In time, burlesque bills began and ended with "burlettas," extended skits that made fun of hit shows and popular topics. In between came a variety olio where singers, comics, jugglers, magicians and specialty acts were all part of the mix. Herb Goldman points out in Fanny Brice: The Original Funny Girl (Oxford: NYC, 1992, p. 28-29) that burlesque – not vaudeville – was the real "break-in ground" where amateurs could prove if they had the talent and determination to survive in show business. By the time most performers reached vaudeville, they were already experienced pros.

While it was common for burlesque stars to graduate into vaudeville, vaudevillians considered it a fatal disgrace to appear in burlesque, insisting that only those who were "washed up" would stoop so low. However, many a vaudeville veteran hit the burlesque wheels during dry spells, appearing under an assumed name.

Burlesque's richest legacy was its comedy. Some wondrous comics learned their craft working the burlesque wheels, including future musical comedy stars Jackie Gleason, Fanny Brice, Leon Errol, Bert Lahr, W.C. Fields, Bobby Clark, Red Skelton, Phil Silvers, Joey Faye and Bob Hope. All used the same basic routines, but no two played them the same way.
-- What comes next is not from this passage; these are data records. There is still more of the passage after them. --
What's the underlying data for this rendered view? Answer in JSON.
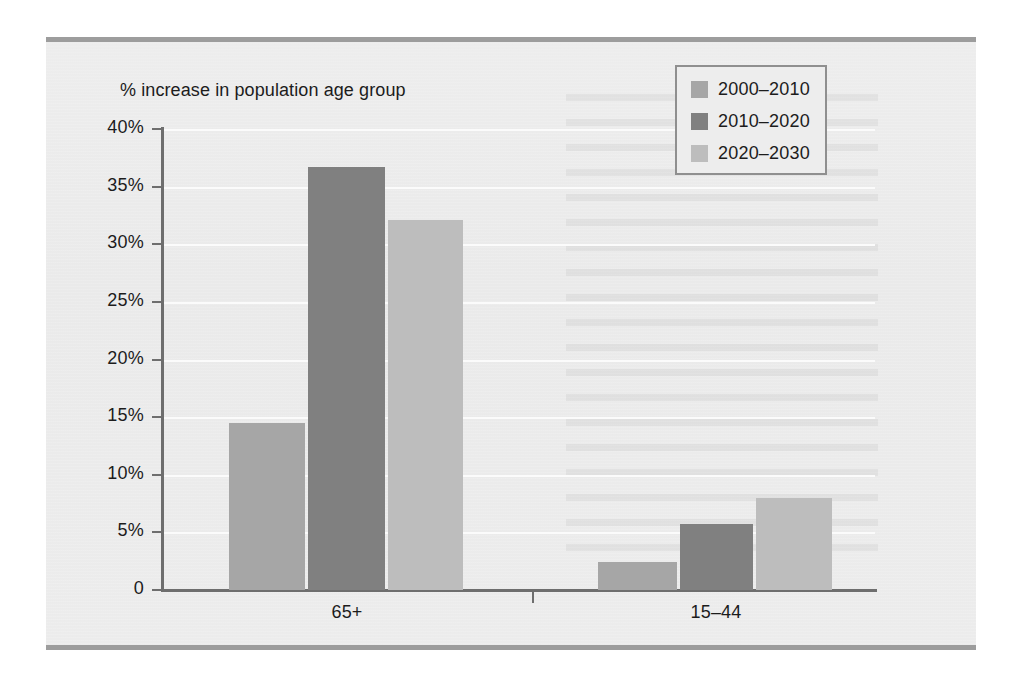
{
  "chart_data": {
    "type": "bar",
    "title": "",
    "subtitle": "",
    "xlabel": "",
    "ylabel": "% increase in population age group",
    "categories": [
      "65+",
      "15–44"
    ],
    "series": [
      {
        "name": "2000–2010",
        "color": "#a6a6a6",
        "values": [
          14.5,
          2.4
        ]
      },
      {
        "name": "2010–2020",
        "color": "#808080",
        "values": [
          36.7,
          5.7
        ]
      },
      {
        "name": "2020–2030",
        "color": "#bdbdbd",
        "values": [
          32.1,
          8.0
        ]
      }
    ],
    "ylim": [
      0,
      40
    ],
    "ytick_values": [
      0,
      5,
      10,
      15,
      20,
      25,
      30,
      35,
      40
    ],
    "ytick_labels": [
      "0",
      "5%",
      "10%",
      "15%",
      "20%",
      "25%",
      "30%",
      "35%",
      "40%"
    ],
    "grid": true,
    "gridline_color": "#fbfbfb",
    "legend_position": "top-right",
    "axis_color": "#6e6e6e",
    "background_color": "#ececec"
  },
  "legend": {
    "items": [
      {
        "label": "2000–2010"
      },
      {
        "label": "2010–2020"
      },
      {
        "label": "2020–2030"
      }
    ]
  },
  "axis": {
    "y_title": "% increase in population age group"
  }
}
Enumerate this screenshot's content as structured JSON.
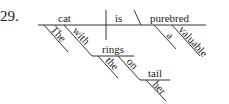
{
  "problem_number": "29.",
  "diagram": {
    "type": "sentence-diagram",
    "sentence": "The cat with the rings on her tail is a valuable purebred",
    "baseline": {
      "subject": "cat",
      "verb": "is",
      "predicate_nominative": "purebred"
    },
    "modifiers": {
      "subject": [
        "The",
        "with"
      ],
      "with_object": "rings",
      "rings_modifiers": [
        "the",
        "on"
      ],
      "on_object": "tail",
      "tail_modifiers": [
        "her"
      ],
      "predicate_modifiers": [
        "a",
        "valuable"
      ]
    }
  }
}
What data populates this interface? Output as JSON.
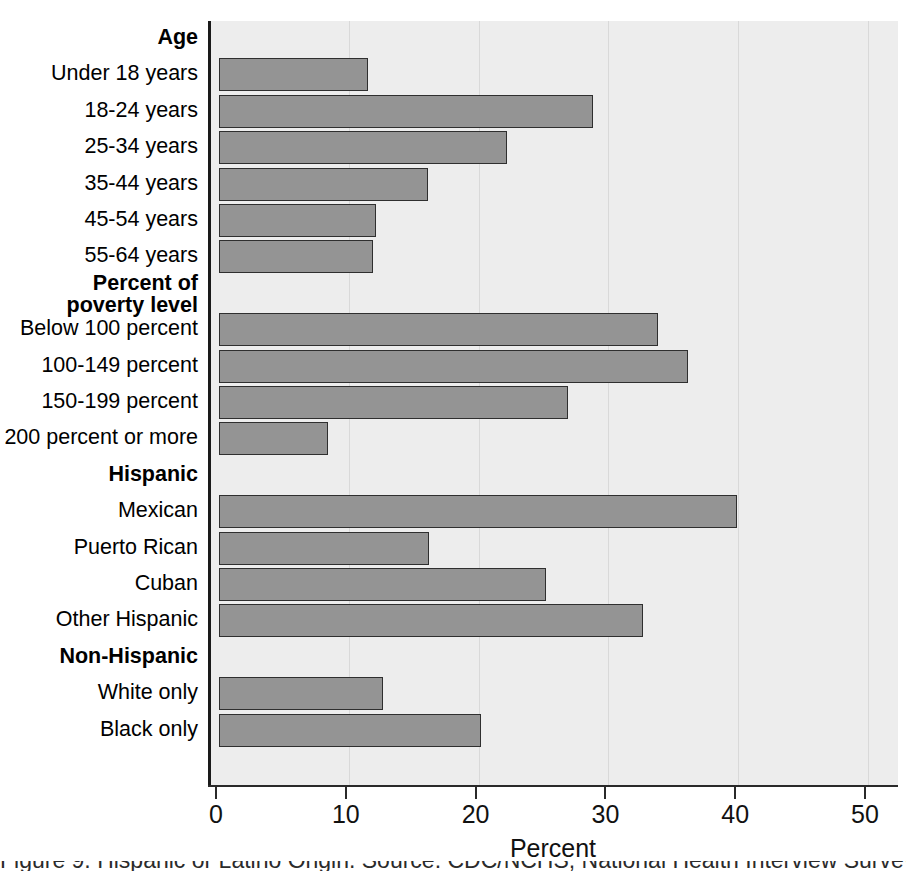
{
  "chart_data": {
    "type": "bar",
    "orientation": "horizontal",
    "title": "",
    "xlabel": "Percent",
    "ylabel": "",
    "xlim": [
      0,
      50
    ],
    "xticks": [
      0,
      10,
      20,
      30,
      40,
      50
    ],
    "xtick_labels": [
      "0",
      "10",
      "20",
      "30",
      "40",
      "50"
    ],
    "grid": "vertical",
    "legend": "none",
    "bar_color": "#949494",
    "bar_edge_color": "#2f2f2f",
    "plot_background": "#ededed",
    "rows": [
      {
        "kind": "group",
        "label": "Age",
        "value": null
      },
      {
        "kind": "bar",
        "label": "Under 18 years",
        "value": 11.5
      },
      {
        "kind": "bar",
        "label": "18-24 years",
        "value": 28.8
      },
      {
        "kind": "bar",
        "label": "25-34 years",
        "value": 22.2
      },
      {
        "kind": "bar",
        "label": "35-44 years",
        "value": 16.1
      },
      {
        "kind": "bar",
        "label": "45-54 years",
        "value": 12.1
      },
      {
        "kind": "bar",
        "label": "55-64 years",
        "value": 11.9
      },
      {
        "kind": "group2",
        "label": "Percent of poverty level",
        "label_line1": "Percent of",
        "label_line2": "poverty level",
        "value": null
      },
      {
        "kind": "bar",
        "label": "Below 100 percent",
        "value": 33.8
      },
      {
        "kind": "bar",
        "label": "100-149 percent",
        "value": 36.1
      },
      {
        "kind": "bar",
        "label": "150-199 percent",
        "value": 26.9
      },
      {
        "kind": "bar",
        "label": "200 percent or more",
        "value": 8.4
      },
      {
        "kind": "group",
        "label": "Hispanic",
        "value": null
      },
      {
        "kind": "bar",
        "label": "Mexican",
        "value": 39.9
      },
      {
        "kind": "bar",
        "label": "Puerto Rican",
        "value": 16.2
      },
      {
        "kind": "bar",
        "label": "Cuban",
        "value": 25.2
      },
      {
        "kind": "bar",
        "label": "Other Hispanic",
        "value": 32.7
      },
      {
        "kind": "group",
        "label": "Non-Hispanic",
        "value": null
      },
      {
        "kind": "bar",
        "label": "White only",
        "value": 12.6
      },
      {
        "kind": "bar",
        "label": "Black only",
        "value": 20.2
      }
    ],
    "categories": [
      "Under 18 years",
      "18-24 years",
      "25-34 years",
      "35-44 years",
      "45-54 years",
      "55-64 years",
      "Below 100 percent",
      "100-149 percent",
      "150-199 percent",
      "200 percent or more",
      "Mexican",
      "Puerto Rican",
      "Cuban",
      "Other Hispanic",
      "White only",
      "Black only"
    ],
    "values": [
      11.5,
      28.8,
      22.2,
      16.1,
      12.1,
      11.9,
      33.8,
      36.1,
      26.9,
      8.4,
      39.9,
      16.2,
      25.2,
      32.7,
      12.6,
      20.2
    ],
    "group_headers": [
      "Age",
      "Percent of poverty level",
      "Hispanic",
      "Non-Hispanic"
    ]
  },
  "caption": {
    "partial_text": "Figure 9. Hispanic or Latino Origin. Source: CDC/NCHS, National Health Interview Survey."
  }
}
The top comic in a burlesque show was referred to as the "top banana," and his sidekicks were known as the second, third, etc. – because these rough and tumble clowns would resort to slipping on banana peels in order to get a laugh. The lower you were in the "bunch," the more likely you were to suffer the worst of the physical humor (pies in the face, seltzer in the pants, etc.).

And what was burlesque comedy like?

Next: Burlesque II

Posted: Wed Aug 27, 2003 3:08 pm
by JaNell
Alrighty then!

Love old time burlesque - I have quite a few books on the subject - even a copy of The G-String Murders by Gypsy Rose Lee, which was possibly ghost-written by gossip columnist Walter Winchell - although Ms. Lee was reputedly quite intellectual and capable of authoring a decent book all by herself.

Posted: Thu Aug 28, 2003 8:27 am
by littlepockit
i loved the "baby burlesque" that was done in the late 20's. it has a 3 year old shirley temple. it is soo funny.